As the 2026 Winter Olympics get underway in Italy this week, Eli Lilly—a partner of both Team USA and the Milan Cortina Games as a whole—is rolling out a new corporate campaign inspired by the event.
The far-reaching “Never Over” campaign will include “a localized 360 campaign in Italy,” a company spokesperson told Fierce, as well as out-of-home ads in New York and Los Angeles, print placements in publications like the New York Times, the L.A. Times and Time Magazine, and digital content throughout the Olympics and Paralympics.
At the core of the campaign is a minute-long TV ad that premiered during NBC’s broadcast of the Games’ opening ceremony on Friday.
The commercial makes use of nearly a century’s worth of archival footage, per Lilly. Its voiceover, for example, was taken from a 1950s educational film on the scientific method, while its visuals comprise a range of historical and more modern shots of both scientists and athletes at work.
The clips play out as the narrator begins listing the steps of the scientific method: observe, question, hypothesize, experiment, test. The last of these is repeated over and over, culminating in shots of bobsled crashes and falls on the ice before the screen cuts to black.
“Now, start over,” the narrator says. The process repeats, this time making it all the way to the final step of “share results,” over shots of athletes celebrating, people embracing and a headline reading “Vaccine conquers polio.”
Those achievements give way to a quieter shot of an ice skater preparing to head back out to the ice, as the narrator repeats, “Now, start over.”
The ad’s concluding message relates the preceding montage of tireless determination to Lilly’s own efforts, proclaiming in all caps that “health is never over.”
The campaign highlights the crossover that Lilly sees between its own 150 years of working toward scientific progress and the relentless training that world-class athletes endure in hopes of securing a gold medal, as Jennifer Oleksiw, Lilly’s global chief customer officer, described to Fierce in a December interview.
“At each Olympic Games, we believe that athletes are pushing past their limits, and this aligns to Lilly’s pursuit of continuously advancing innovation in order to achieve holistic health for our patients and our communities,” Oleksiw said at the time.
“Just as we never stop fighting to advance our medicines, to change human health, the passion and commitment from our athletes both on and off the Olympic stage is really never over,” she continued. “This aligned mission of working through adversity, training really hard, failing along the way, only to get back up again is what aligns and unites us.”
The widespread push follows other corporate initiatives that Lilly timed to the 2020 and 2024 Summer Olympics. In the former—which marked the Big Pharma’s first-ever corporate campaign—it branded itself as “a medicine company” that puts “health above all,” while the latter built on that message by expressing a goal of helping people “get better.”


> _TASK DETAILS_:
When you reach the line in the listing below that contains "This screenshot has", begin returning lines exactly as written, and stop after the line that contains "What are the". Return no other lines.

> _SUPPLIED INFORMATION_:
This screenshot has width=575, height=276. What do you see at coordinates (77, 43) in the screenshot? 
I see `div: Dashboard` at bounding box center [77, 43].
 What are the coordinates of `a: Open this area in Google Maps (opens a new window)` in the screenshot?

* * *

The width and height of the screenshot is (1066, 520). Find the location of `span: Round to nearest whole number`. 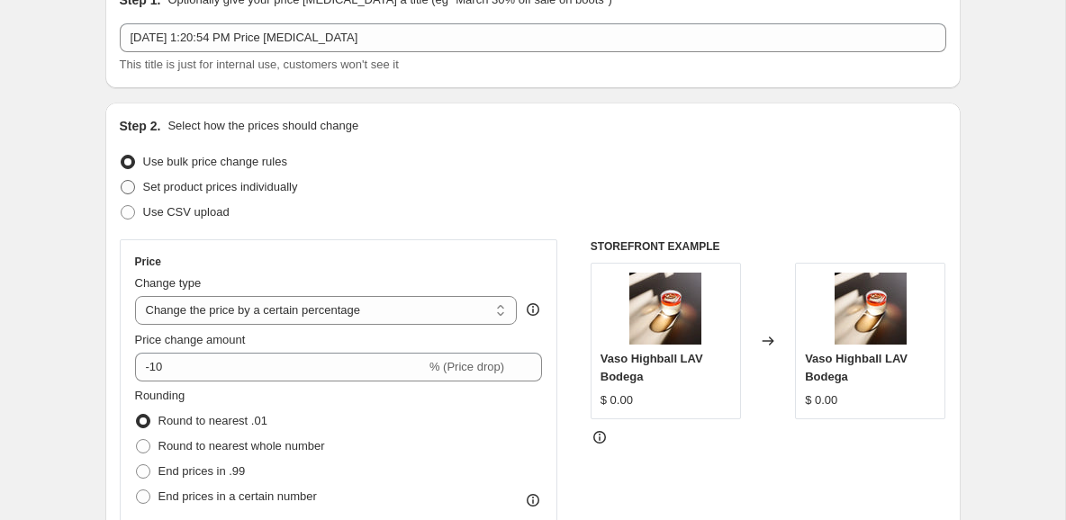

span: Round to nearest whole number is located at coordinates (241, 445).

> _RESPONSE TO THIS EXERCISE_:
This screenshot has width=575, height=276. What do you see at coordinates (77, 43) in the screenshot? 
I see `div: Dashboard` at bounding box center [77, 43].
 What are the coordinates of `a: Open this area in Google Maps (opens a new window)` in the screenshot?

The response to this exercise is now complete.